I have felt connected to the Guignol Theatre and the University of Kentucky Theatre Department in some way since my junior year at Bryan Station High School.

My high school English teacher arranged for our class to have access to discounted tickets to UK’s production of Shakespeare’s Twelfth Night. Jill Geiger played a major role in that production. Jill went on to perform with and later own The Dorset Playhouse in Vermont. She was a successful person. (Side note; Jill’s bridge-playing was precise but conservative. Bridge was our time-killer of choice in the Green Room — I learned a good bit of acting while playing bridge with other actors).
The day before we attended the show, my teacher gave us instructions on how we were to behave in “The Guignol”. The quotation marks come from my remembrance of my teacher’s obvious reverence for this Temple of the Arts we were entering.
How quaint.
How helpful for me.
I wore my clip-on tie (my fellow Guignolite and playwright/screenwriter Charles Edward Pogue – a successful person – was not to teach me to tie a proper knot for another five years – how absolutely helpful for me). I applauded at all the proper places, and was profoundly impressed by the show. So much so that I attended (on my own this time) UK’s next production in the Guignol of Richard Brinsley Sheridan’s The Rivals. Bekki Jo Schneider (friend, mentor, and ex-sister-in-law) played a major role in that show. She became the owner/operator/director of Derby Dinner Playhouse in Southern Indiana – a successful person. (Bekki Jo’s bridge-playing was aggressive but distracted).
The next year, my senior year in high school, I attended Dark of the Moon in the Guignol and Under Milkwood in the Laboratory Theater which is now named the Briggs Theater (Wally Briggs spent his adult life teaching theatre to UK students. Yes, he too was a successful person – Wally’s bridge-playing, by the way, was ultra, ultra conservative). Dark of the Moon featured Julieanne Pogue. Julieanne has gone on to a strong regional acting career, become an award-winning reader of books for the blind, and an uber-caring psychologist. Julianne is another successful person. Her bridge-playing? It was occasionally brilliant when she bothered.
Both of these shows also featured a freshman in leading roles which explains why I attended UK to study theatre. Where else could I possibly want to go? UK offered an immediate opportunity to act…..in major productions…..in real costumes…..on beautiful and exciting sets…..in front of real audiences.
Real audiences…
I remember those audiences as being drawn from all of Lexington. John Jacob Niles (another successful person and a legend to me — if you don’t know him, look him up, you’ll be intrigued) sat in the middle of the first row every opening night I can remember. Teachers from all the Lexington schools were there. Mary Agnes Barnes reviewed for the Lexington Herald. John Alexander reviewed for the Lexington Leader. Betty Waren wrote a theater page for the Herald every Sunday. The Theatre Department faculty was there…usually multiple nights. One memorable Sunday matinee was attended by José Ferrer (he was successful too).
I attended UK for two and half years, performed in seventeen shows, and became an adult; a thinking, listening, caring, evaluating, listening, tax-paying, voting, listening adult.
The arts do that for you.
They make you whole.
They make you reason.
They make you listen…with all your senses…and with your mind…and with your heart.
By all means, teach our children to add and subtract…please. Teach them to write a logical paragraph. Teach them to tell a whimsical story. Teach them their country’s history — all of it. Teach them the scientific method. Teach them to sing. For God’s sake, teach them civics so they know how their government works and are thus less vulnerable to the lies filling the air about them.
Make them whole. Make them successful.
A couple of years ago, I spent a lot of time with the students at UK as a small part of Ragtime. I was frankly thrilled and intimidated by the talent and work ethic of the cast and proud to be associated with them.
Then I attended the UK Theatre Department’s production of Once on This Island. This is not my favorite show, but I was again impressed by the talent and cowed by the revelation that the cast’s closing performance was to be followed by a week of finals before graduation.
These millennials have no bridge game at all. They’re workin’. They’re becoming whole.
I’m OK with that.
Wonderful memories. I was with the Theatre Department from 82′ to 91′. It was a wonderful time in my life. It is unfortunate that I can’t remember most of it! I saw every production from the main stage productions in the Guignol to the Briggs to the workshop studios to a 2 man play in the men’s bathroom (Vic Chaney and Kevin Haggard maybe?). My very first play which you know well was “That Championship Season”. It was a spectacular introduction to my Theatre experience. Thanks for shaking the dust off some of the memories from the Guignol.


AIM OF THE EXERCISE: Transcribe exactly the lines from the one holding "At what (x,y)" through the closing line of the entries below. Pictures stay out of the copy.

Stored records
────────────────────────────────────────
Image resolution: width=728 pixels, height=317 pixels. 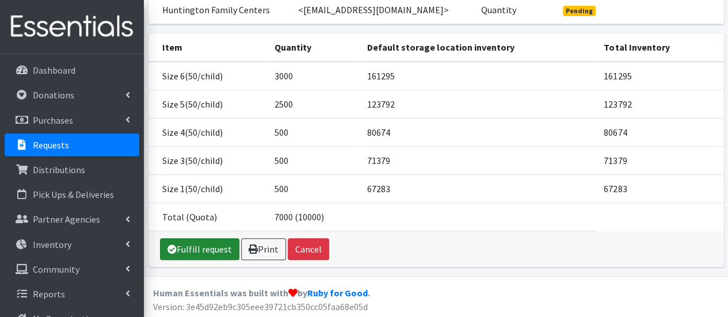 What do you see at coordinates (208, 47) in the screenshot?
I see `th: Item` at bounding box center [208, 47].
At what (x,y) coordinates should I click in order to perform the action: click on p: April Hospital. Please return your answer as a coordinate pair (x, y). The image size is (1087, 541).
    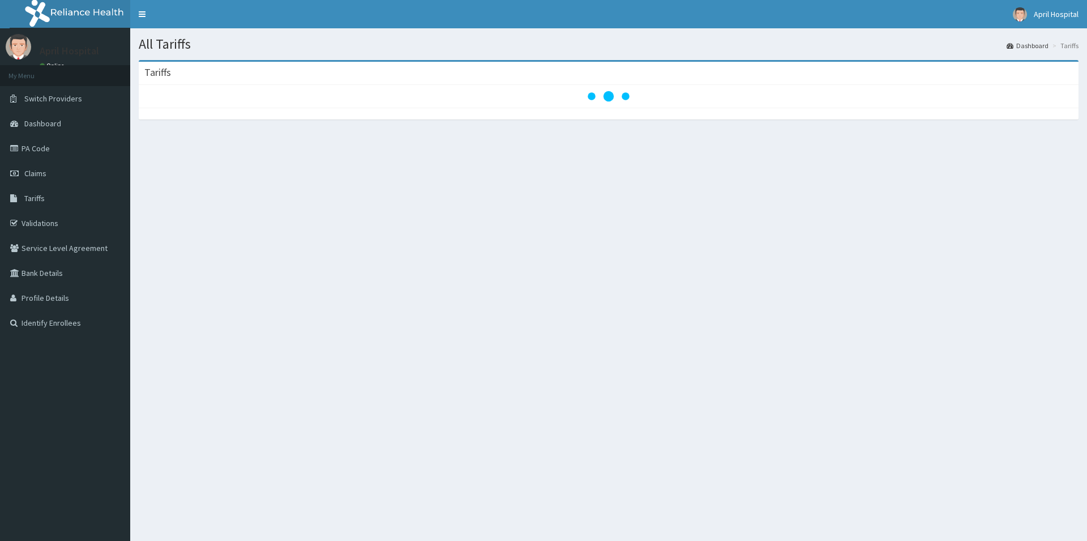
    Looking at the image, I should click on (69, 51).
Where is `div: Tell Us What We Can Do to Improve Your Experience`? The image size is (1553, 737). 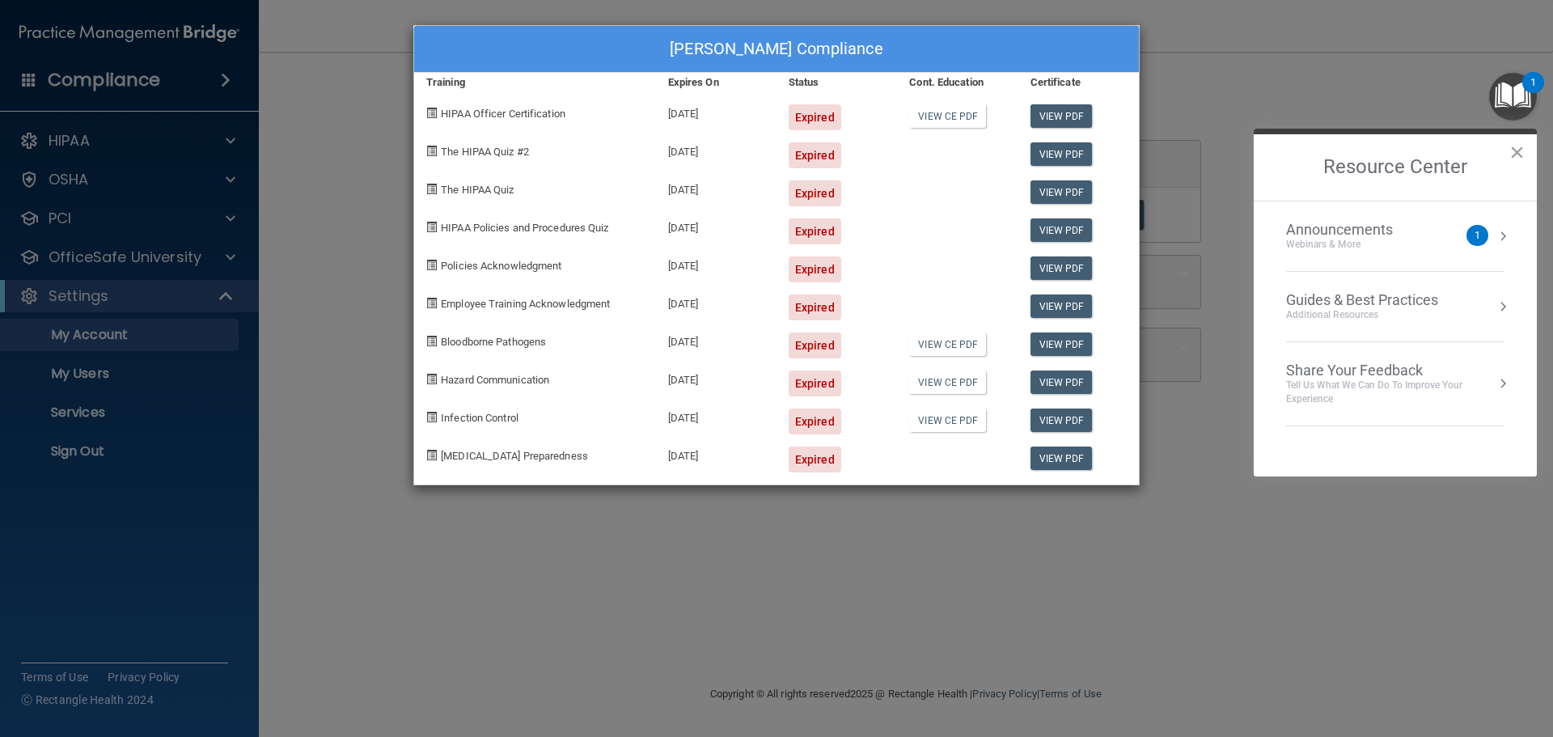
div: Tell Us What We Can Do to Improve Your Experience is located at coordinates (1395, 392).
────────────────────────────────────────
WRITTEN RESPONSE:
At what (x,y) coordinates should I click in order to perform the action: click on p: April Hospital. Please return your answer as a coordinate pair (x, y). The image size is (1087, 541).
    Looking at the image, I should click on (69, 51).
Where is `div: Tell Us What We Can Do to Improve Your Experience`? The image size is (1553, 737). 
div: Tell Us What We Can Do to Improve Your Experience is located at coordinates (1395, 392).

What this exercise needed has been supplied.